An incredible discovery, to be sure, which led perfectly to my next question about the tapes.
Speaking of the tapes, how did you come by them? Are they public record?
“Well, you can get a ten-and-a-half-hour, or an eleven-and-a-half-hour, kind of reduced version, created for French radio by Serge Toubiana, who co-wrote the movie. If you go online to the Truffaut page, you’ll also find them.
“It’s on the Internet archives, the whole twenty-seven hours. Just hit the ‘cinema tech,’ and there’s a copy of the academy film archive.
“What about that famous quote by Hitchcock, ‘Actors are cattle?” Sure enough, it’s included in the film, which he himself changed later to ‘they should be treated like cattle.’
“Having had the pleasure of meeting and interviewing Tippi Hedren of Hitchcock’s The Birds and Marnie and Martin Landau of North By Northwest— they both spoke of him with admiration and the fact that he was willing to collaborate in the development of their characters; I had my doubts that those were his true feelings concerning actors.”
What do you think about the famous quote, “actors are cattle?”
“I think ‘actors are cattle’ is a little bit like the story about being locked up in the police station when he was three years-old. I think it’s an act. It’s this thing that he sold. Another thing that he sold was ‘I’m bored on the set. I design all the shots in the studio on storyboards and just sit on the side. It’s just like golf for me because there’s nothing to do.’ I think it’s all a ruse. He’s creating an aura of mystery around what he does, and an aura of master reach. ‘I’m a disinterested master. All in all, it’s just a movie.’
“Of course he was involved with the actors. How could he not be? You can’t get the kind of performances he got without it. You can’t work with Ingrid Bergman on Notorious and behave the way that he claims that he behaved, and get that kind of performance.”

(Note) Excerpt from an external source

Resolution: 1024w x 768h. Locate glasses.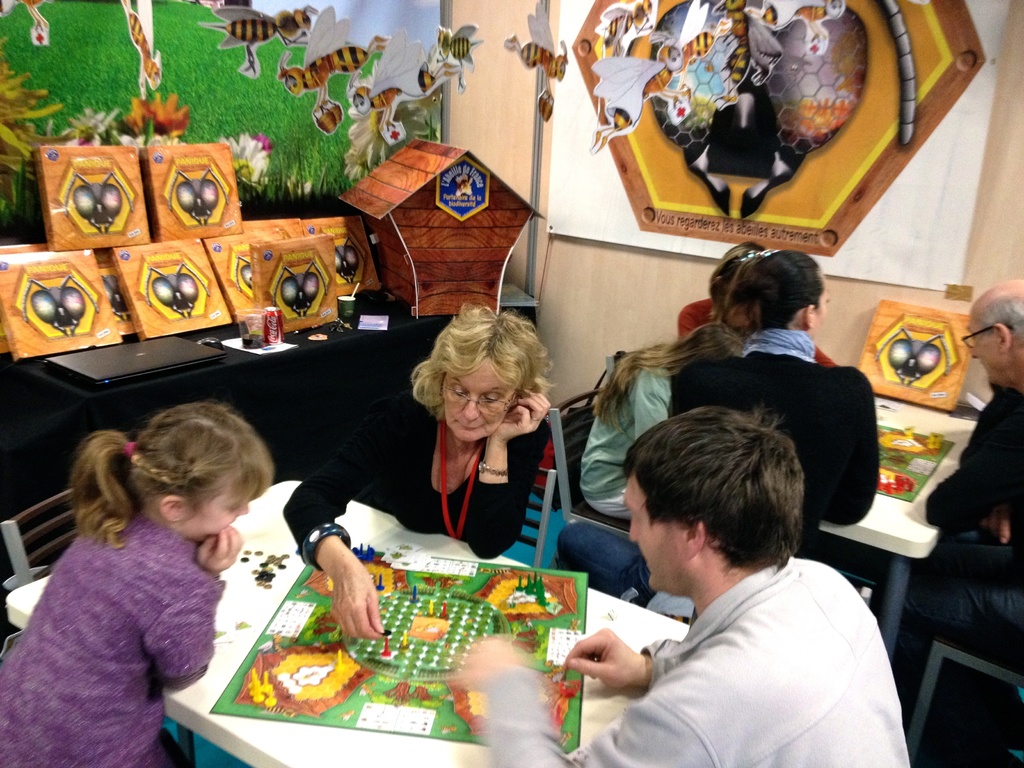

(At this point, I concurred with him.)
Kent continued his point. “You can’t. It’s not possible. With Tippi Hedren in Marnie, or with Cary Grant in any of the movies that he made with them, or Stewart. When he says it, of course, in my movie and on the tapes, he’s reverting to his act, but he’s referring to something very specific, which is the problem he had with Montgomery Cliff. I did want to go into detail about that in the movie because as Marty [Scorsese] says, ‘That is the moment in film history when the center of gravity shifted towards the actor.’
“It’s like David Fincher says in the movie. He worked with his actors intensively; it’s just that he worked with them within the framework of three and a half second increments, in which he knew precisely what it was that he wanted. In other words, he didn’t give them the chance to explore, as actors, outside of those increments, because everything was so tightly structured in terms of the psychology of the characters.”
Now that we’ve had our Hitchcock “direction style” lesson for today, let’s all sit back and decide which of his sixty-nine movies we may want to watch, having gained new insight.
Sarah Knight Adamson ©October 28, 2015
Reference Hitchcock films:
Hitchcock IMDB (Internet Movie Data Base) — There are 69 films which Hitchcock has directing credit.